Her bright eyes were so stern, her mouth so rigid and unsmiling, I couldn’t help but laugh.

“You should work on your bedside manner if you’re really going to take on the task of my mental health.”

Frey rolled her eyes as I set the sheet aside. I peeled off my bodysuit before reluctantly releasing the beetle. I set it on a bench by the door and then stepped into the terracotta bath, the water already filled to my ankles.

“If it gets too uncomfortable, just put it to sleep or whatever you just did before. We want the support of the people, but you’ve sacrificed enough already—don’t fall into the trap of thinking you owe them any more than you’ve already given them.”

I tilted my head up at her as she stood beside the bath. In a very Sinn-like fashion, she was ignoring my nakedness as though she hadn’t even noticed me undressing.

“Honestly?” I worried my lip. “I thought you would say the opposite. That I need to do this. That the truth matters more than anything else. That the people deserve to know what threatens them.”

“I never really had friends, before the Sentinel recruits.” Frey’s eyes wandered away, uncomfortable with the private turn of the conversation. “My power makes people really uncomfortable … but you’ve never cared. You don’t hold it against me. I like you, Ven. I like how you care about people. I like that you never stop fighting.

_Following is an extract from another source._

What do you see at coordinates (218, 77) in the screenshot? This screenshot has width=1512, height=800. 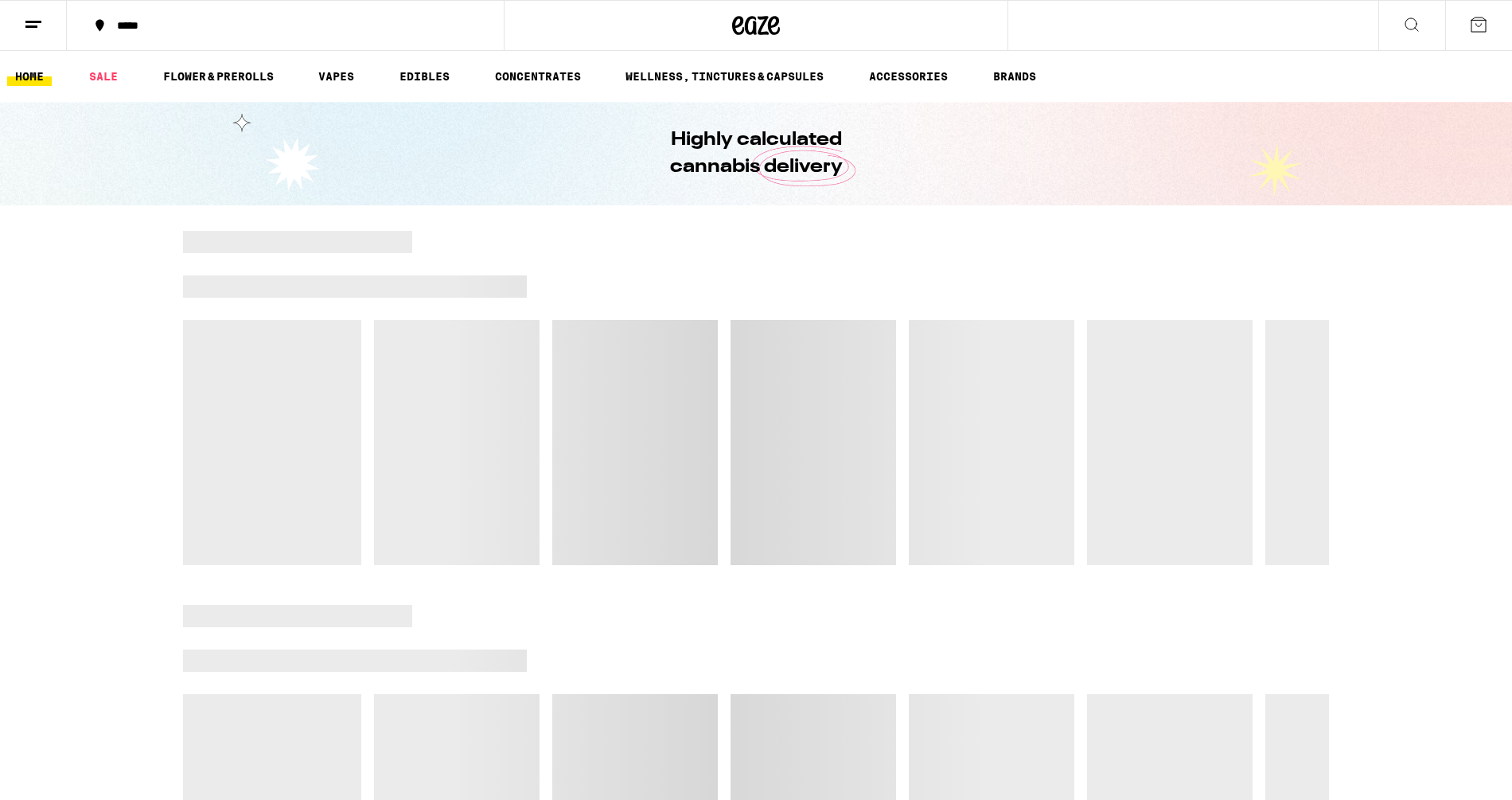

You’ve shown me that the best Sentinels don’t need to be Vold … they just need to be brave.”

I couldn’t help the smile that lifted my lips. “You’re definitely the bravest Sinn I’ve ever met.”

She shook her head a little, though there was a matching smile on her face. “Anyway, back to the plan. You need to challenge the Scholar, but you absolutely can’t battle him today. You’ve spent too much energy already. It’s best if we set a date and a location, like the battle of shivering mountain. We want people to feel involved. We want them there cheering you on, seeing you do the impossible with their own eyes.”